Sunday, April 18, 2010

Reynolds on Damrosch on Tocqueville, McWhorter on Patterson on Moynihan, and more in the book pages

TOCQUEVILLE’S DISCOVERY OF AMERICA by Leo Damrosch is reviewed by David S. Reynolds for the New York Times. Damrosch "reveals the man behind the sage," Reynolds writes, showing us
that 'Democracy in America' was the outcome of a nine-month tour of the United States that Tocqueville, a temperamental, randy 25-year-old French apprentice magistrate of aristocratic background, took in 1831-32 with his friend Gustave de Beaumont.

The French government commissioned the pair to report on American prisons. But Tocqueville confided that he wanted to examine “all the workings of that vast American society that everyone talks about and no one knows.”

Drawing from Tocqueville’s private writings, Damrosch presents the young traveler as insatiably curious. After landing in Newport, R.I., in May 1831, Tocqueville and Beaumont visited 17 of America’s 24 states and three of its sparsely settled territories. Writing down their impressions of the many Americans they met, including notables like John Quincy Adams and Sam Houston, they accumulated a huge store of information.

Continue reading here.

Freedom is Not Enough: The Moynihan Report and America's Struggle over Black Family Life--from LBJ to Obama by James T. Patterson is reviewed by James McWhorter in The New Republic.

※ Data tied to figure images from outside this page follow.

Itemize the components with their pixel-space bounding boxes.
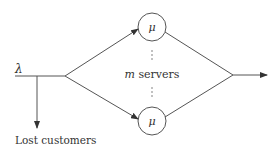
vertical-ellipsis-top <box>151 50 152 59</box>
merge-from-bottom-server <box>165 75 233 117</box>
lost-customers-label: Lost customers <box>15 134 96 146</box>
arrival-rate-label: λ <box>14 62 23 76</box>
service-rate-bottom: μ <box>148 115 155 128</box>
queueing-diagram: λ Lost customers μ μ m servers <box>0 0 279 152</box>
service-rate-top: μ <box>148 21 155 34</box>
vertical-ellipsis-bottom <box>151 87 152 96</box>
servers-count-label: m servers <box>125 68 180 81</box>
branch-to-bottom-server <box>65 76 138 119</box>
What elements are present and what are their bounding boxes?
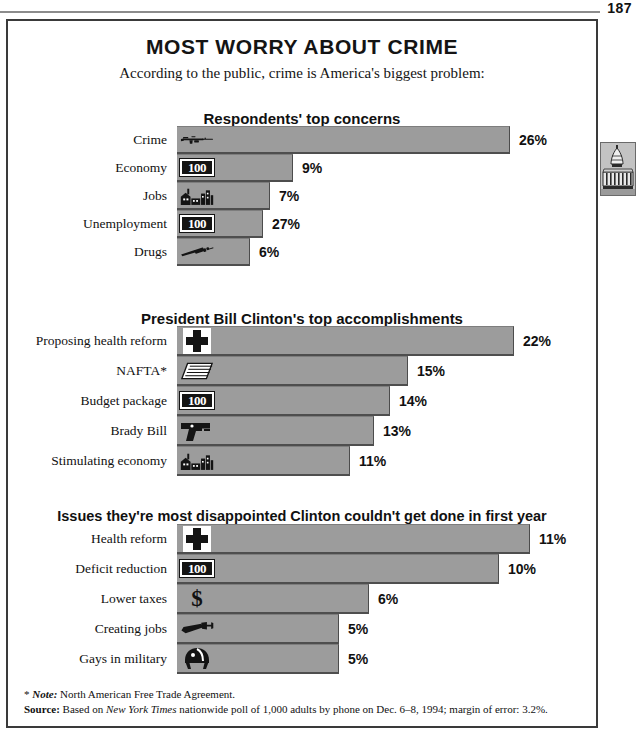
page-title: MOST WORRY ABOUT CRIME <box>8 35 596 59</box>
money-note-icon: 100 <box>180 390 214 412</box>
bar-label: Brady Bill <box>7 416 167 446</box>
bar-fill <box>177 326 514 354</box>
bar-fill: $ <box>177 584 369 612</box>
bar-value: 7% <box>279 188 299 204</box>
money-note-icon: 100 <box>180 157 214 179</box>
bar <box>177 416 374 444</box>
bar-value: 13% <box>383 423 411 439</box>
bar-row: Stimulating economy11% <box>8 446 596 476</box>
factory-icon <box>180 449 214 473</box>
bar-row: NAFTA*15% <box>8 356 596 386</box>
bar <box>177 524 530 552</box>
bar-fill <box>177 644 339 672</box>
chart-frame: MOST WORRY ABOUT CRIME According to the … <box>6 19 598 728</box>
section-heading-2: President Bill Clinton's top accomplishm… <box>8 310 596 327</box>
bar-label: Lower taxes <box>7 584 167 614</box>
bar-row: Health reform11% <box>8 524 596 554</box>
bar-row: Unemployment10027% <box>8 210 596 238</box>
rifle-icon <box>180 130 214 150</box>
bar-value: 15% <box>417 363 445 379</box>
bar-value: 6% <box>378 591 398 607</box>
bar-label: Jobs <box>7 182 167 210</box>
bar-label: Economy <box>7 154 167 182</box>
bar-fill <box>177 614 339 642</box>
syringe-icon <box>180 243 214 261</box>
bar-row: Jobs7% <box>8 182 596 210</box>
bar-row: Budget package10014% <box>8 386 596 416</box>
bar: $ <box>177 584 369 612</box>
footnote-source-prefix: Based on <box>63 703 104 715</box>
medical-cross-icon <box>180 330 214 352</box>
footnote-marker: * <box>24 688 30 700</box>
bar-label: Proposing health reform <box>7 326 167 356</box>
bar-value: 27% <box>272 216 300 232</box>
bar-label: Drugs <box>7 238 167 266</box>
bar-label: Unemployment <box>7 210 167 238</box>
factory-icon <box>180 450 214 472</box>
bar <box>177 446 350 474</box>
bar-fill: 100 <box>177 554 499 582</box>
bar-fill: 100 <box>177 154 293 180</box>
dollar-sign-icon: $ <box>191 587 203 610</box>
section-heading-1: Respondents' top concerns <box>8 110 596 127</box>
footnote-note-text: North American Free Trade Agreement. <box>60 688 235 700</box>
footnote-note: * Note: North American Free Trade Agreem… <box>24 687 548 702</box>
bar-fill <box>177 182 270 208</box>
footnote-note-label: Note: <box>32 688 57 700</box>
bar-label: Creating jobs <box>7 614 167 644</box>
page-number: 187 <box>607 0 632 16</box>
chart-clinton-disappointments: Health reform11%Deficit reduction10010%L… <box>8 524 596 674</box>
bar-label: Health reform <box>7 524 167 554</box>
bar-row: Deficit reduction10010% <box>8 554 596 584</box>
money-note-icon: 100 <box>180 392 214 409</box>
bar-label: Crime <box>7 126 167 154</box>
footnote-source-suffix: nationwide poll of 1,000 adults by phone… <box>179 703 548 715</box>
money-note-icon: 100 <box>180 213 214 235</box>
bar-fill: 100 <box>177 210 263 236</box>
medical-cross-icon <box>180 528 214 550</box>
chart-clinton-top-accomplishments: Proposing health reform22%NAFTA*15%Budge… <box>8 326 596 476</box>
bar: 100 <box>177 210 263 236</box>
bar-fill <box>177 126 510 152</box>
bar-value: 22% <box>523 333 551 349</box>
page-header: 187 <box>0 0 636 20</box>
wrench-icon <box>180 618 214 640</box>
bar-fill <box>177 238 250 264</box>
bar-label: NAFTA* <box>7 356 167 386</box>
dollar-sign-icon: $ <box>180 588 214 610</box>
bar-row: Economy1009% <box>8 154 596 182</box>
wrench-icon <box>180 619 214 639</box>
bar <box>177 126 510 152</box>
bar-value: 11% <box>359 453 386 469</box>
bar-value: 11% <box>539 531 566 547</box>
bar-row: Drugs6% <box>8 238 596 266</box>
bar <box>177 644 339 672</box>
section-heading-3: Issues they're most disappointed Clinton… <box>8 508 596 524</box>
bar-row: Proposing health reform22% <box>8 326 596 356</box>
bar-label: Budget package <box>7 386 167 416</box>
bar-label: Gays in military <box>7 644 167 674</box>
bar-fill <box>177 416 374 444</box>
money-note-icon: 100 <box>180 215 214 232</box>
capitol-building-icon <box>600 142 636 196</box>
money-note-icon: 100 <box>180 558 214 580</box>
paper-stack-icon <box>180 359 214 383</box>
bar-value: 6% <box>259 244 279 260</box>
bar-row: Lower taxes$6% <box>8 584 596 614</box>
bar-row: Gays in military5% <box>8 644 596 674</box>
factory-icon <box>180 184 214 208</box>
military-helmet-icon <box>182 647 212 671</box>
footnote-source-label: Source: <box>24 703 60 715</box>
bar-fill <box>177 446 350 474</box>
bar-fill <box>177 356 408 384</box>
rifle-icon <box>180 129 214 151</box>
bar-row: Crime26% <box>8 126 596 154</box>
factory-icon <box>180 185 214 207</box>
bar-value: 14% <box>399 393 427 409</box>
bar-value: 9% <box>302 160 322 176</box>
bar-fill: 100 <box>177 386 390 414</box>
page-subtitle: According to the public, crime is Americ… <box>8 65 596 82</box>
bar-value: 5% <box>348 651 368 667</box>
money-note-icon: 100 <box>180 159 214 176</box>
footnote-source-italic: New York Times <box>106 703 177 715</box>
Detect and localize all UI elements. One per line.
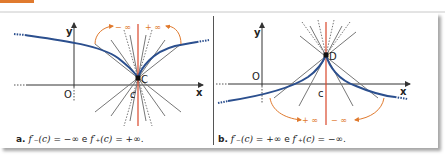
- left-limit-arc-b: [270, 98, 301, 120]
- left-limit-label-b: + ∞: [302, 116, 318, 125]
- right-limit-label-b: − ∞: [331, 116, 347, 125]
- tick-label-a: c: [130, 89, 136, 100]
- right-limit-arc-a: [168, 26, 181, 44]
- function-curve-a-dotted-right: [197, 40, 209, 42]
- caption-b-right-derivative: f′₊(c): [290, 134, 315, 144]
- left-limit-arc-a: [95, 26, 113, 44]
- y-axis-label-b: y: [254, 27, 261, 38]
- origin-label-b: O: [252, 71, 260, 82]
- function-curve-a-dotted-left: [14, 34, 25, 35]
- point-d-marker: [324, 53, 329, 58]
- caption-b: b. f′₋(c) = +∞ e f′₊(c) = −∞.: [218, 134, 346, 144]
- caption-b-letter: b.: [218, 134, 228, 144]
- x-axis-label-b: x: [400, 86, 407, 97]
- caption-b-left-derivative: f′₋(c): [231, 134, 253, 144]
- point-label-b: D: [329, 51, 337, 62]
- caption-b-value-1: = +∞: [253, 134, 284, 144]
- caption-a-right-derivative: f′₊(c): [87, 134, 112, 144]
- right-limit-arc-b: [355, 98, 384, 120]
- left-limit-label-a: − ∞: [115, 23, 131, 32]
- point-label-a: C: [141, 74, 148, 85]
- caption-a-value-1: = −∞: [51, 134, 82, 144]
- right-limit-label-a: + ∞: [145, 23, 161, 32]
- caption-a: a. f′₋(c) = −∞ e f′₊(c) = +∞.: [16, 134, 144, 144]
- origin-label-a: O: [64, 89, 72, 100]
- caption-b-value-2: = −∞.: [315, 134, 346, 144]
- point-c-marker: [136, 76, 141, 81]
- x-axis-label-a: x: [196, 87, 203, 98]
- graph-a: y x O C c − ∞ + ∞: [14, 23, 209, 126]
- function-curve-b-dotted-right: [395, 97, 408, 99]
- caption-a-value-2: = +∞.: [112, 134, 143, 144]
- caption-a-letter: a.: [16, 134, 26, 144]
- function-curve-b-dotted-left: [218, 101, 228, 103]
- tick-label-b: c: [318, 88, 324, 99]
- graph-b: y x O D c + ∞ − ∞: [216, 20, 410, 125]
- y-axis-label-a: y: [66, 26, 73, 37]
- caption-a-left-derivative: f′₋(c): [28, 134, 50, 144]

McWhorter writes:

Patterson’s book chronicles Moynihan’s composition of the report, its reception, and its cultural legacies. It’s an odd work, one part biographical sketch, one part historical chronicle of a crucial moment in America’s race debate, and finally, one part reportage on assorted race-related Issues of the Day since the 1970s. The book is most valuable for the second part, the historical chronicle. The controversy that The Negro Family stirred up was, in many ways, a national tragedy. I have always cringed at the thought of this controversy, and been thankful that I was too young to understand it or participate in it.

The spark for the furore was Moynihan’s claim—from what he thought of as the side of the angels—that black problems in 1965 were not due only to racism. Alarmed by the fact that nearly a quarter of black births were to single parents, and given that studies (bolstered by a great many since) were demonstrating fewer opportunities for such children, he argued that:

At the center of the tangle of pathology is the weakness of the family structure. Once or twice removed, it will be found to be the principal source of most of the aberrant, inadequate, or antisocial behavior that did not establish, but now serves to perpetuate the cycle of poverty and deprivation.

Specifically, Moynihan noted that the social problem, albeit rooted in a legacy of brutal discrimination, was now “feeding on itself” and demanded immediate address.

That this argument was too subtle for many is a stain on an era that was otherwise so unprecedently enlightened.
Continue reading here.

THE GREAT AMERICAN UNIVERSITY Its Rise To Preeminence, Its Indispensable National Role, Why It Must Be Protected by Jonathan R. Cole is "capacious, candid, and compelling," according to a Boston Globe Review.

THE BIG SHORT by Michael Lewis, and THE END OF WALL STREET by Roger Lowenstein are taken up in the New York Times.

In A Conscious Pariah: On Raul Hilberg, Nathaniel Popper takes up the life of this Holocaust scholar in The Nation.